Lal sank to his knees, balancing the pitcher in trembling hands. “I beg of you, eminence, it was nothing.”

“You
want
to continue to serve her?” Jiroannes was astounded. “After she, a mere woman, treated you in such a way?”

“Eminence.” Lal bent his head and shoulders, curving over the pitcher. From the guards’ camp, Jiroannes heard a hacking cough and a baby’s whimper. Darkness shielded the hills. The smoldering haze of the besieged city illuminated the western horizon. “I am not a man. My mother sold me into the palace service when I was still a boy, and after they cut me, I knew that only in the women’s quarters could I rise to a position of importance. Eunuchs are not allowed to hold any office higher than that of attendant of the sash in a lord’s household, and never any administrative office.” In the lantern light, Jiroannes studied the boy’s beardless cheeks. “You have treated me well, eminence. You have been generous and kind, but you know it’s true that while I can’t become an official in the Great King’s court, I am welcome within the women’s quarters.”

Jiroannes tilted his head back. The underside of the awning lay dark above him, but he knew the scene well enough, having seen it created in the slave workshop abutting the women’s quarters in his uncle’s house: fine Vidiyan lords in their Companion’s sashes riding to battle flanked by flags and standards and the Great King seated under a parasol, observing the march. A moment’s reflection assured him that Lal was right: a eunuch was not considered a fit servant in a man’s household, except as a body servant, and certainly not in the household of a Companion of the Great King. A eunuch might tie a lord’s sash, but neither eunuch nor woman was allowed to hold the parasol over the Great King’s head.
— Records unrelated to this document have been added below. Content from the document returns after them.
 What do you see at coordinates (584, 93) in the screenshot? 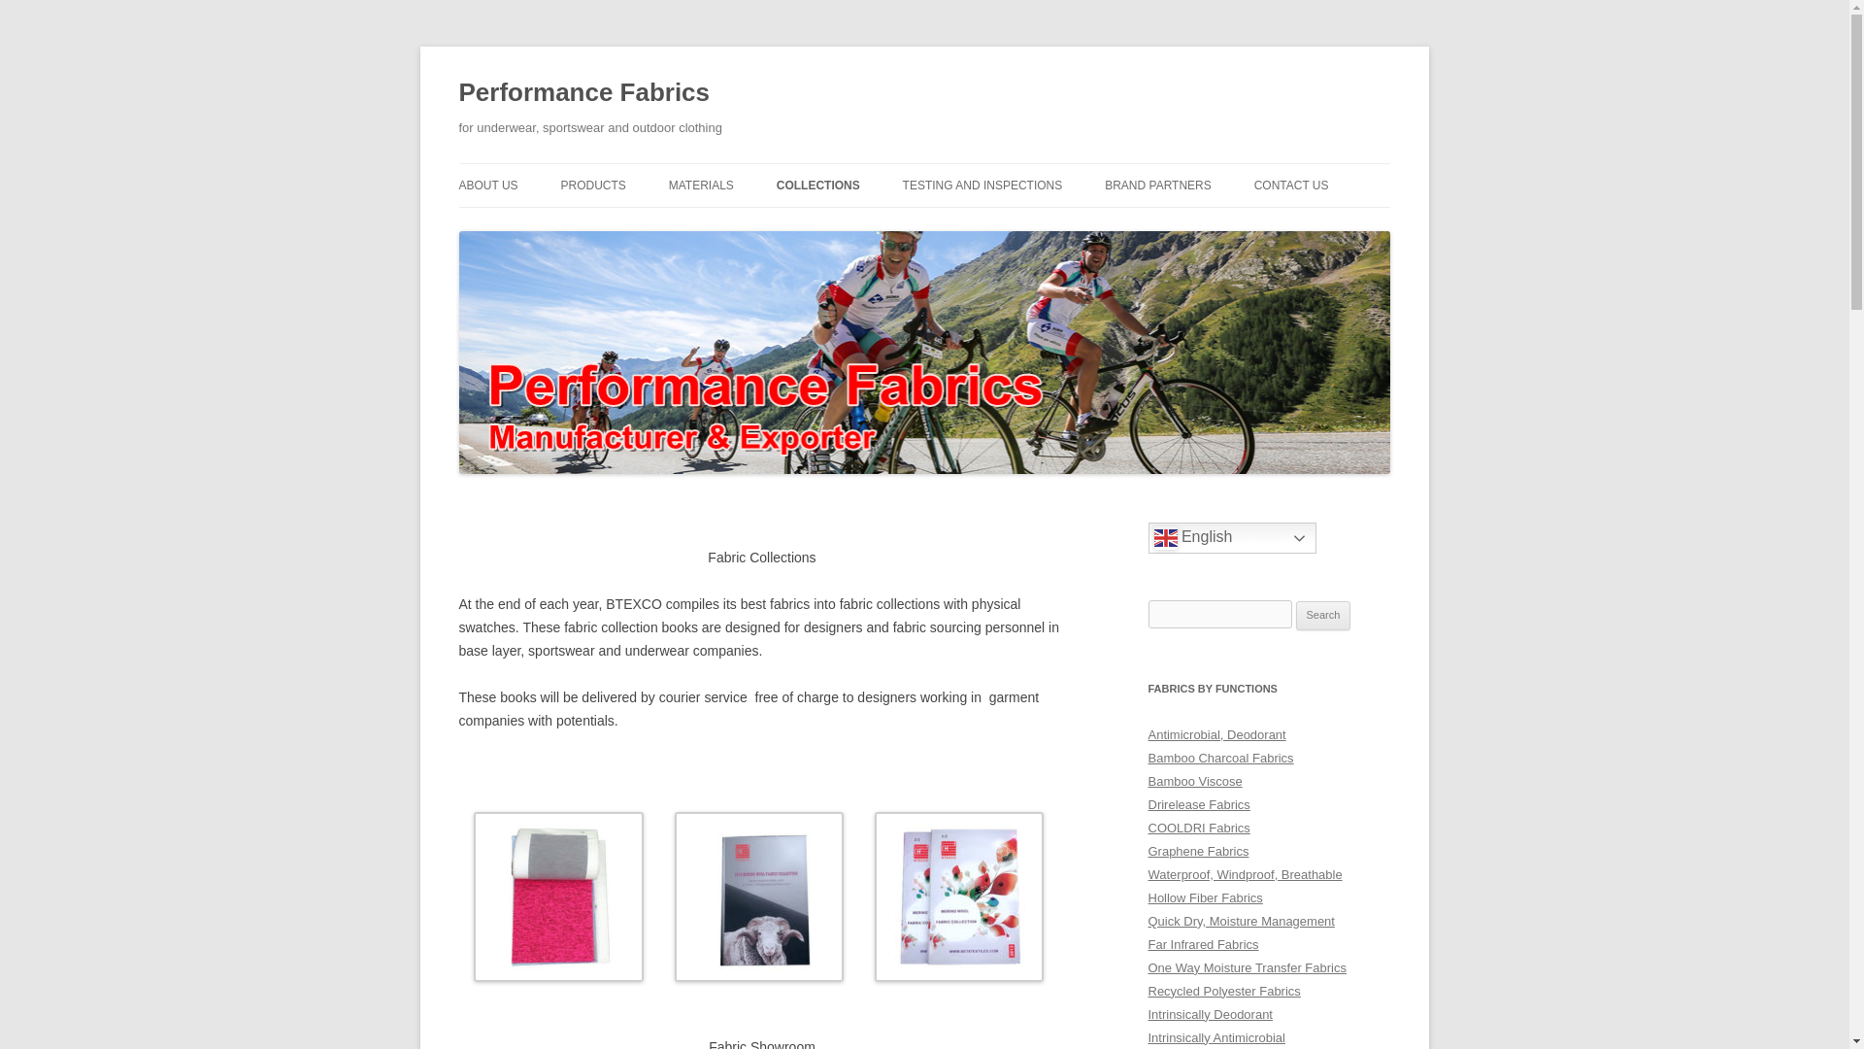
I see `Performance Fabrics` at bounding box center [584, 93].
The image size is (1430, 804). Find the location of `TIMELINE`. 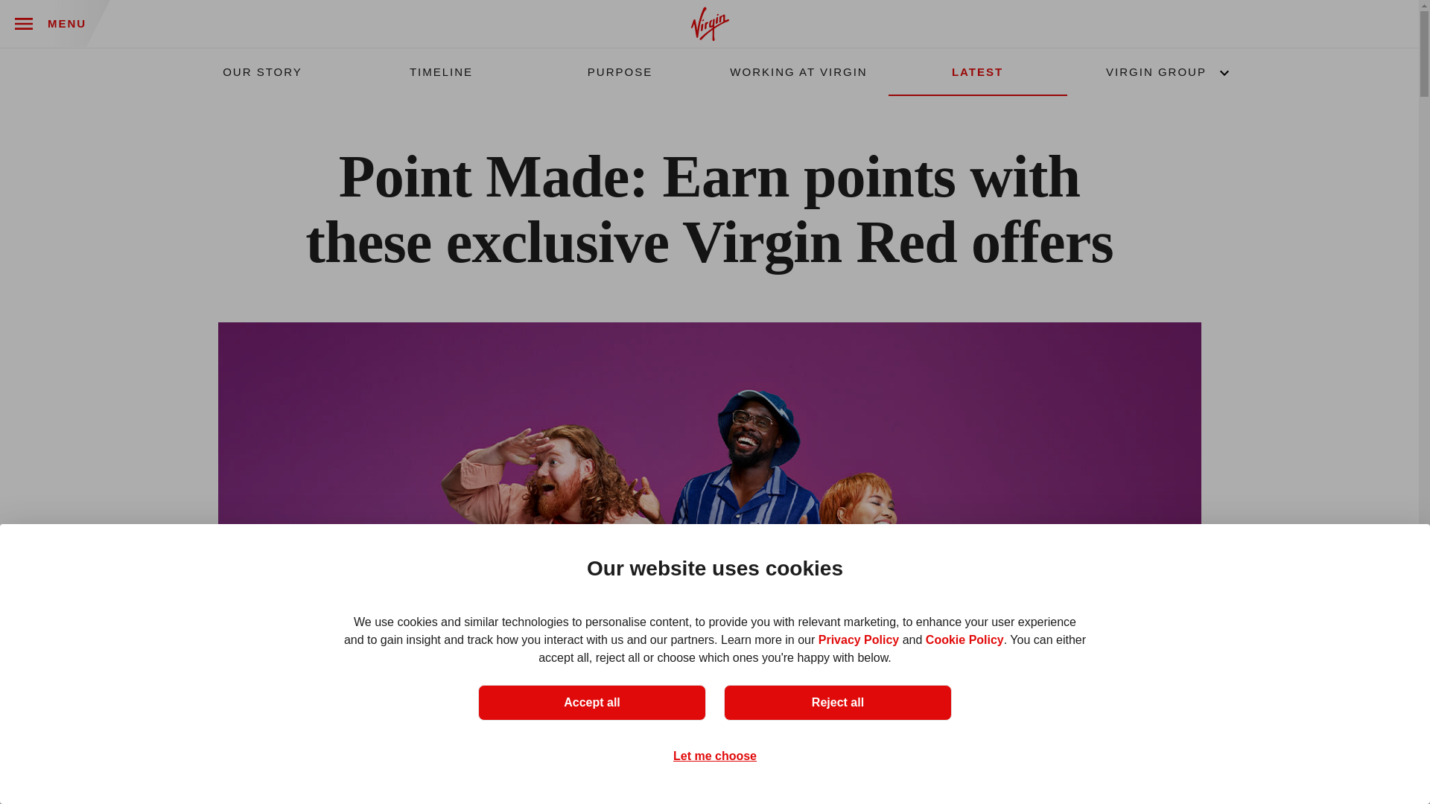

TIMELINE is located at coordinates (441, 72).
Eunuchs belonged in the women’s quarters, as go-betweens, as guards, as master of the gate and master of the treasury, as ministers seeing to the administration within the cloistered walls.

“Very well,” he said at last. “But you remain under my protection.”

“You are all that is magnanimous, eminence.”

Jiroannes drained his tea, and Lal poured more into the cup. The warm liquid soothed him, and he felt the truth of Lal’s words. He had been kind and generous to his slaves, and yet, one still eluded him. “Lal, send Samae to me.”

Lal bowed his head and retreated. Soon enough, Samae appeared, dressed in striped trousers and a quilted damask robe, and knelt before Jiroannes, head bent in submission. Her hair had grown long enough to twine into a braid at the ends, fastened off with a silk ribbon. She folded her fine-boned hands in her lap and sat so still that the only movement he could see, on her, was the stirring of the ends of her hair on her collar. The carpet sank under her knees, forming a dark hollow.

“Samae, why did you refuse your freedom, when Bakhtiian himself granted it to you?”

At first she said nothing. Wind rustled through the tasseled fringe of the awning and shuddered the walls of his tent. He smelled smoke from the guards’ camp; or was that a taint on the wind, blown in from Karkand?

“I am a slave, master,” she said at last. Her voice was scarcely louder than the wind’s rustle.
Her voice.
It was deeper than he had imagined it would be.

“But I command you to accept your freedom.”

“Only the gods command me, master.” She doubled over and touched her forehead to the carpet and lay there for the space of twelve heartbeats before lifting her head up again. “I am a slave by their law.”

“By their law? What gods? What law is this?”

Under her lashes, she lifted her gaze to look at him. She had liquid brown eyes, dark and slanted against the pale ivory of her skin. “It is death to speak their name. Their laws are cruel, and they hate us for our ugliness.”

“Samae, surely I do not understand you correctly,” he said, exasperated. “The Everlasting God has given man laws in order that we may live as befits His Word. He shepherds us, in our ignorance, for we are His creation.”

“We are clay,” murmured Samae, as if she had not heard him, “clay and unclean water, and nothing else.”

Jiroannes was too appalled to speak. Here he had thought that the great Tadesh Empire was a civilized country; certainly their concubines and dancers and metalwork and pottery were of the finest quality.